The next day, I went apartment shopping and chose based on where I wanted to live, affordability, and how it felt to be there. No permission. No justification. Just choice.
Reactive Preference vs Grounded Choice
It took years to come into balance. At first, honoring preferences sometimes came from anger or resistance. Over time, something calmer emerged.
I learned the difference between reacting against control and choosing from agency.
The difference is felt. Calm versus urgency. Considered choice versus impulse. Balance versus emotional charge.
Where to Begin
For someone who learned early on that having preferences was unsafe, the first step is not action. It is awareness.
Begin noticing activations around preferences.
What do you want for dinner?
Do you defer automatically?
Let’s go to this restaurant.
Do you agree while feeling tight inside?
Do you insist, go quiet, or become indirect?
Notice what happens inside and outside. What you think. What you feel. What you actually do or say. Set an intention to notice without judging yourself.
That alone is a complete first step.
Why Awareness Is Enough
Awareness works because there are parts of us that are trying to keep us safe. These parts do what makes sense based on what they know. When what they know is outdated, based on strategies and rules formed in the past, their efforts to help can actually get in the way.
As awareness increases, those same parts begin to change organically. You don’t have to force yourself to change. Simply bring more awareness to your experience.
If one part begins to shift, it may activate others. Recognizing years of deferring or people pleasing can wake up anger or insistence. Notice that too. Curiosity is the skill here.
Over time, new skills may be needed, such as learning to speak non-violently or tending to parts that need more resources and support.

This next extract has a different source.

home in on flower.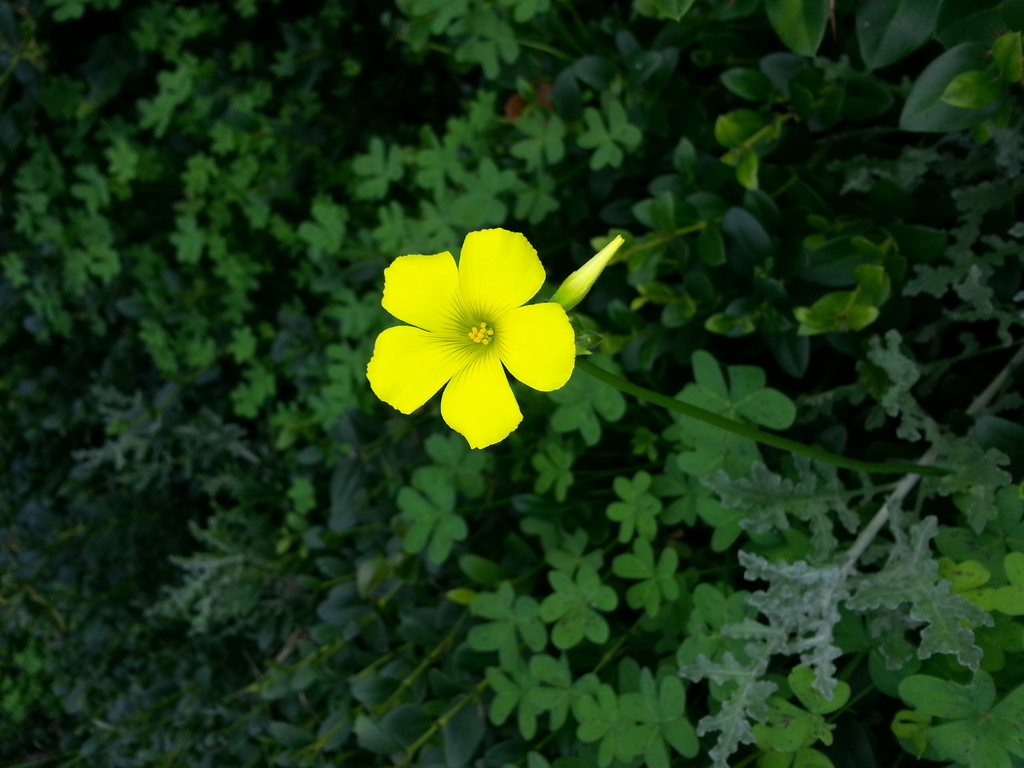
Homed in at bbox(368, 225, 578, 452).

This is where working with an IFS-informed therapist, coach, or practitioner, or joining a practice group, can be especially helpful.
What This Is Really About
We all have an internal guidance system that points us toward our preferences and our purpose. When either is denied, suffering follows.
It is common to deal with that suffering by distracting, numbing, or shutting down. These strategies reduce pain temporarily, but they create more suffering over time.
Low-level discomfort is often the first signal that something needs attention.
Do we need to speak our truth?
Do we need to voice a preference or opinion?
What fears arise?
How risky does it feel?
Are those fears aligned with present reality, or are they being triggered from unresolved and incomplete experiences from the past?
When we slow down enough to notice, we create the possibility of resolving the past so we can show up more fully, more powerfully, and more self-expressed in the present moment.